The March 2020 document from the government noted that while sewer systems exist mostly in urban areas, septic tanks are used in individual households in rural parts; cleaning of these tanks is an unregulated activity and manual cleaning of such tanks without taking the necessary precautions or using safety gear is the cause of many deaths. Mechanisation of such work does not exist in India, as in many developed countries. Since the existing law has not eliminated manual and hazardous cleaning operations, more stringent measures are needed, the document explains.

The document seeks modernisation, prevention of human entry into sewer systems and rehabilitation of those already engaged in such work. The plan is to set up fecal sludge and management systems to enable mechanised cleaning. Local government bodies are to be equipped with the appropriate technology and machinery. Provision is also to be made for “training and certification” of sanitation professionals, either “in-house or through reputed institutions.” Private agencies engaged in cleaning work are to be compulsorily licenced, and only those who can ensure “total mechanised cleaning” should be given licences, said the document.

The document states that there are “15 innovations developed across the country to replace manual cleaning”. An annexure to the March document mentions, for instance, a machine called ‘bandicoot’ developed by a Thiruvananthapuram-based start-up, Genrobotics, a spider-shaped robot “that cleans manholes with precision”. It also mentions a device designed by two retired engineers of the Hindustan Aeronautics Limited in Bengaluru, called “sewer croc”. This machine can detect poisonous gas build-up in sewers and offer warnings. The device is water-jet powered, and can reportedly clean even narrow sewers.

A helpline functional round-the-clock is proposed, to attend to complaints about sewers and arrange for cleaning and removal of blockage; a “sanitation response unit” will be set up in each district. The modernisation of sewer systems is proposed to be completed by 2023.

Proposed funding for the project is also outlined in this document – one septic haulage vehicle, which can serve six households per day under three-year septic tank emptying cycle would cost Rs 28 lakh, the document notes. There are also figures provided for providing wastewater treatment (Rs30,960 crore), but the basis for arriving at this sum is not provided in the document. Wastewater collection and treatment is estimated at over Rs1 lakh crore. The basis of these calculations is also unclear.

Siddharth KJ of the Safaikaramchari KavuluSamiti-Karnataka (Committee for the care of sanitation workers) said, “Manual scavenging is rampant, yet not a single person has been convicted under the 2013 Act. That just shows how our caste-based society has accepted the daily indignity suffered by workers who come from the most marginalised castes. In Karnataka, insanitary latrines were built for a religious festival in 2018, in violation of the PEMSR Act 2013 and Dalits were brought from Uttar Pradesh to clean these toilets. Permission to do all this was granted by none other than the deputy commissioner, who is supposed to be responsible for the implementation of the 2013 Act!”

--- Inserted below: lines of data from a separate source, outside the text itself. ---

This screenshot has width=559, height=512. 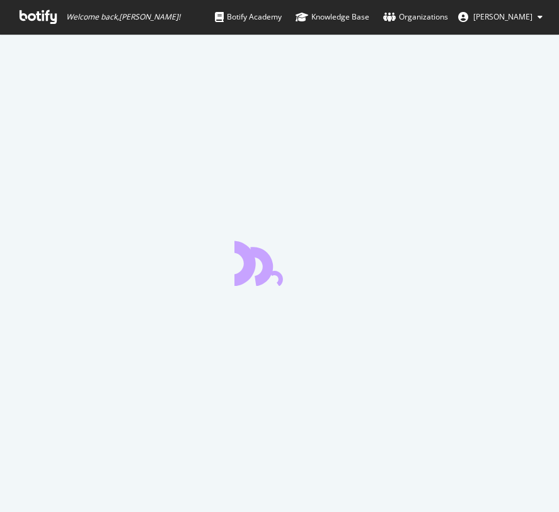 What do you see at coordinates (280, 263) in the screenshot?
I see `div: animation` at bounding box center [280, 263].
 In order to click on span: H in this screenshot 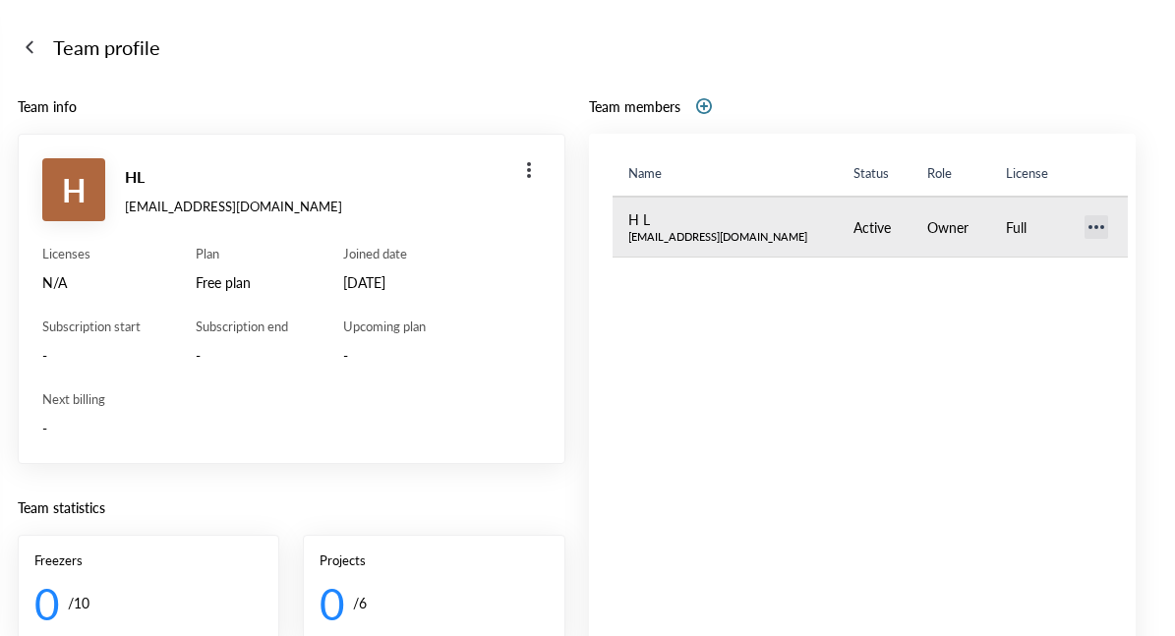, I will do `click(74, 190)`.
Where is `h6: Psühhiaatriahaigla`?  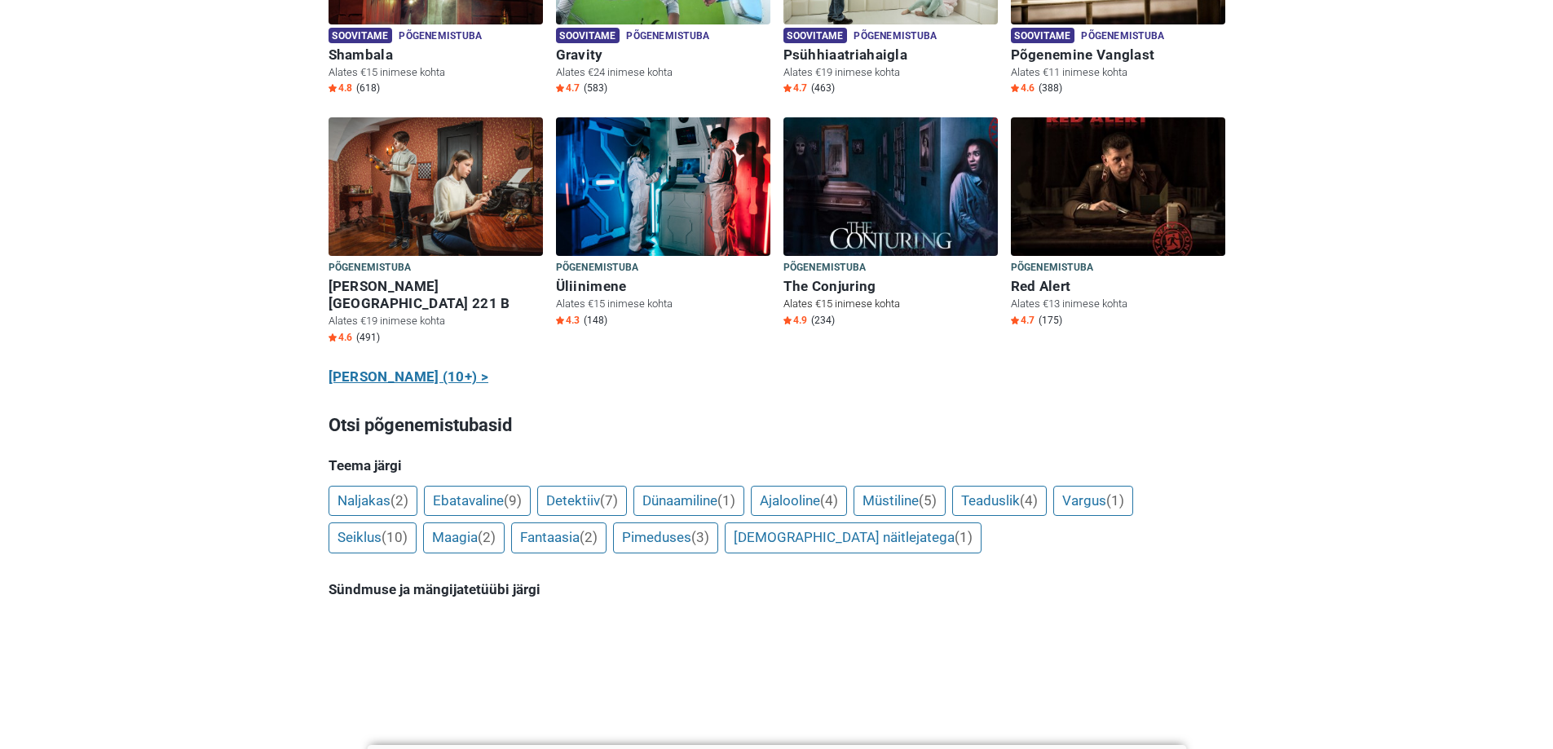 h6: Psühhiaatriahaigla is located at coordinates (890, 55).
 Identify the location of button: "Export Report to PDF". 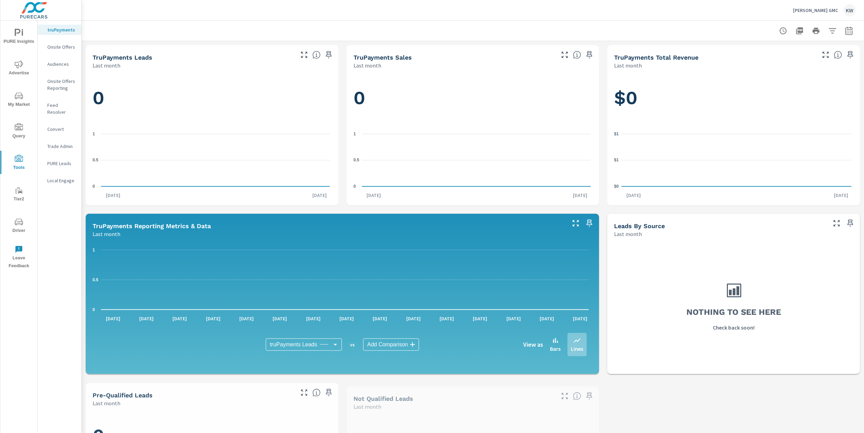
(799, 31).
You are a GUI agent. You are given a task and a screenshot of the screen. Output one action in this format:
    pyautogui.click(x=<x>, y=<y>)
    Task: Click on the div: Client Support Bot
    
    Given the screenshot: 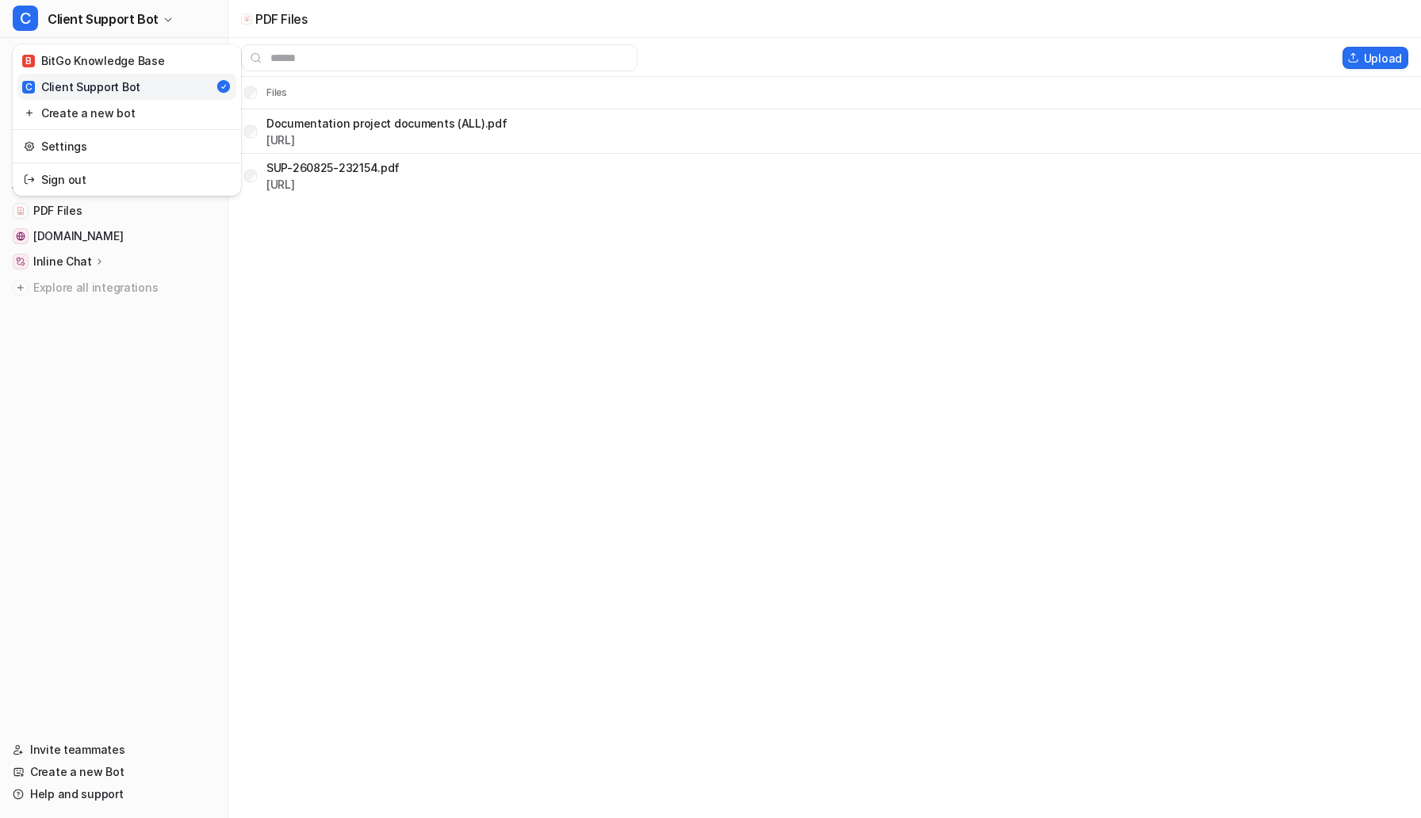 What is the action you would take?
    pyautogui.click(x=81, y=86)
    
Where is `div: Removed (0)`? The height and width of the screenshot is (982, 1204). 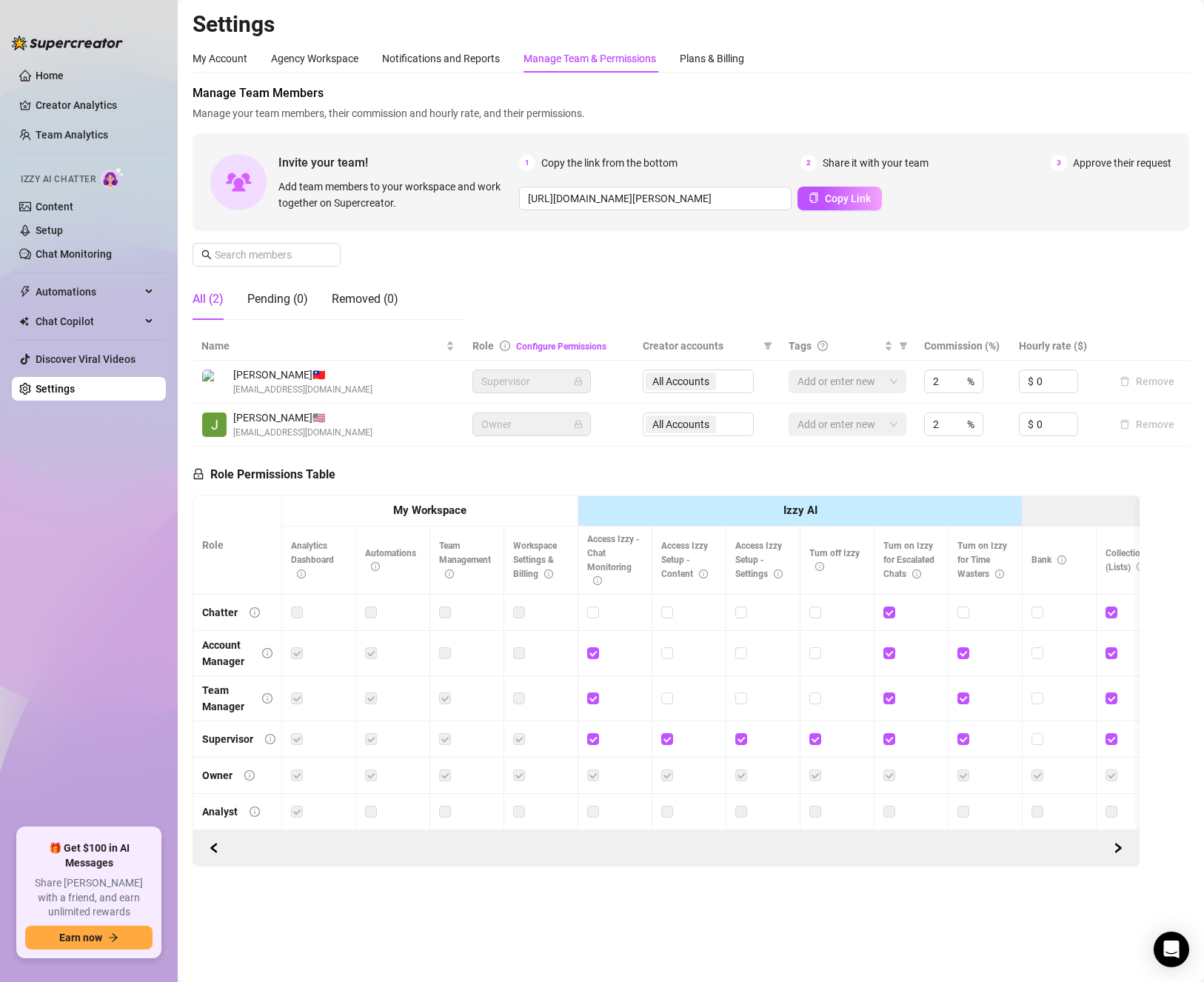
div: Removed (0) is located at coordinates (365, 299).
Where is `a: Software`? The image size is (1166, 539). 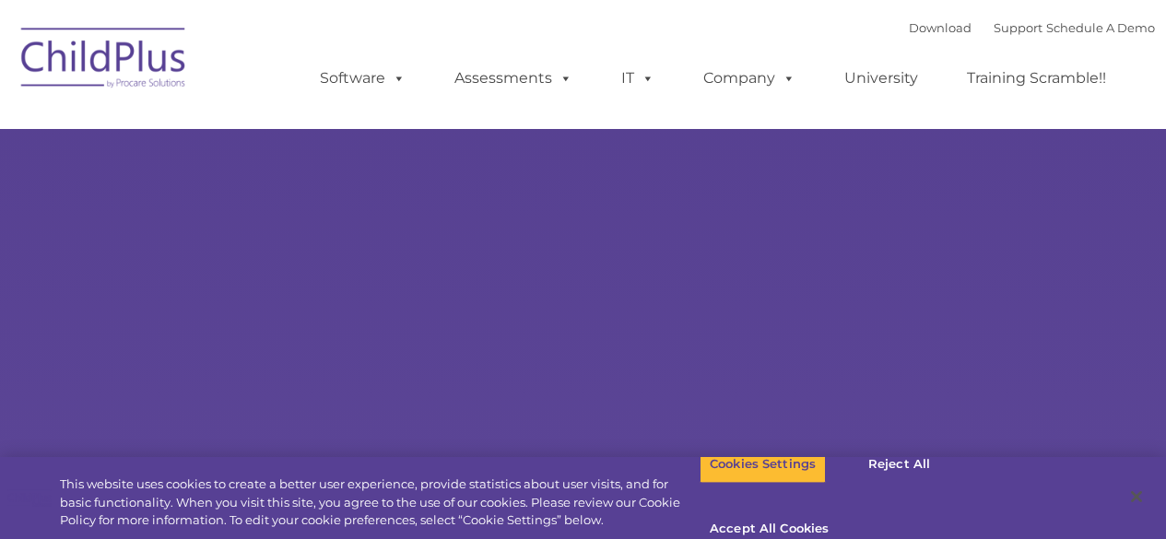
a: Software is located at coordinates (362, 78).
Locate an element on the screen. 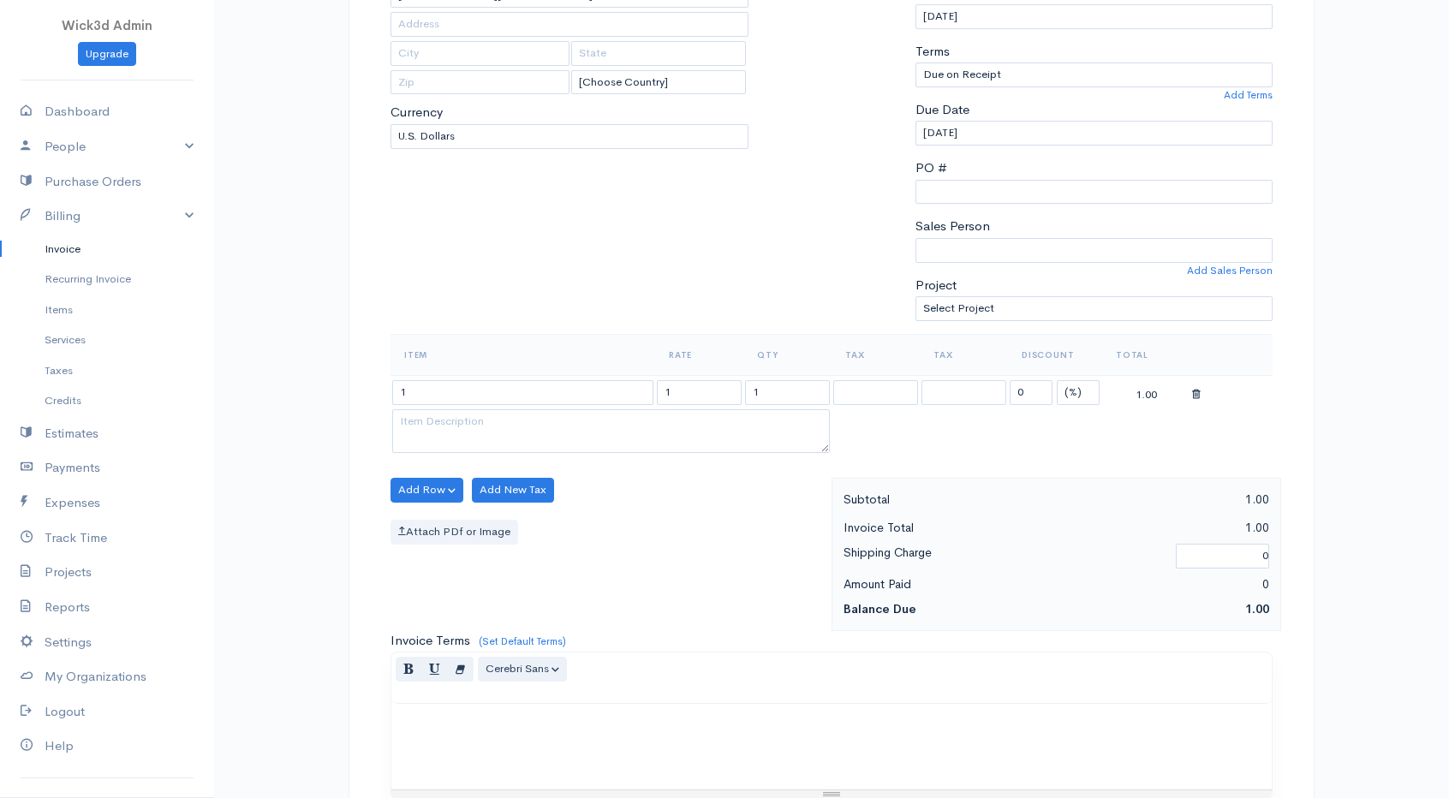  div: 0 is located at coordinates (1167, 584).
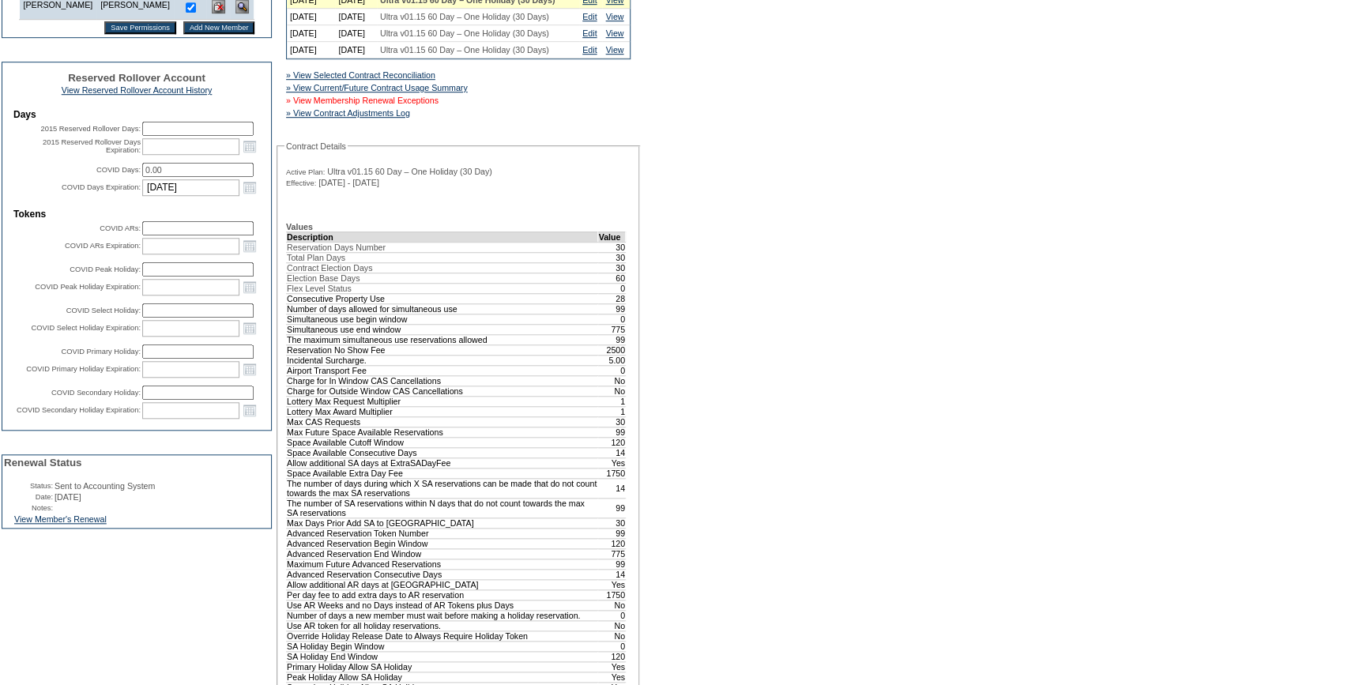  Describe the element at coordinates (360, 75) in the screenshot. I see `a: » View Selected Contract Reconciliation` at that location.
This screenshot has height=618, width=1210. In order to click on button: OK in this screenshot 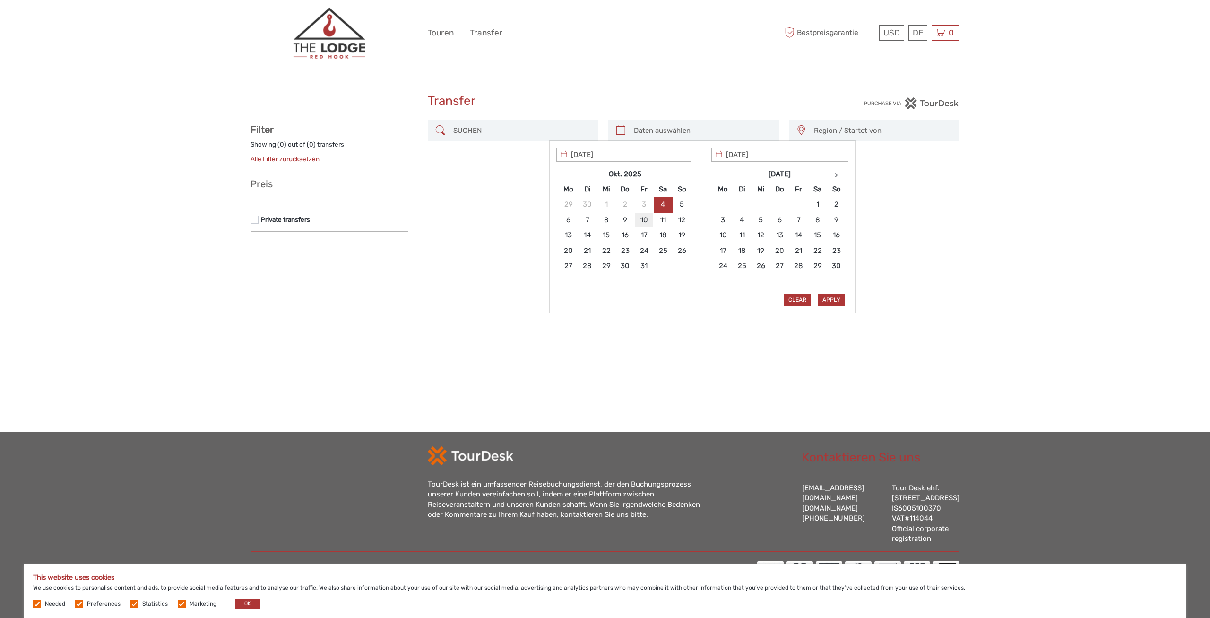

While social scientists and activists agree that the 2013 Act needs amendment, given how hazardous cleaning of sewers has continued, they point out that the bill has been introduced without prior consultation. It also lacked any analysis of the reasons for the failure of the 2013 Act.

In a letter to Members of Parliament, academics and activists, including public health professional Sylvia Karpagam and educationist Anil Sadgopal, write: “In the legislative agenda, the purport of the amendment Bill is listed as ‘complete mechanization of sewer cleaning and to provide better protection in work, the compensation in case of accidents’. The absence of any reference to the lives and demands of the workers suggests that even the proposed Bill may be narrowly focused on technological solutions.” It further added, “Any process of reform in the law should necessarily begin with the workers engaged in this occupation (3) and the proposed changes should be available in all Indian languages to enable full democratic participation from all citizens. Public consultation processes would have offered a necessary corrective to these and other lacunae in the amendment Bill.”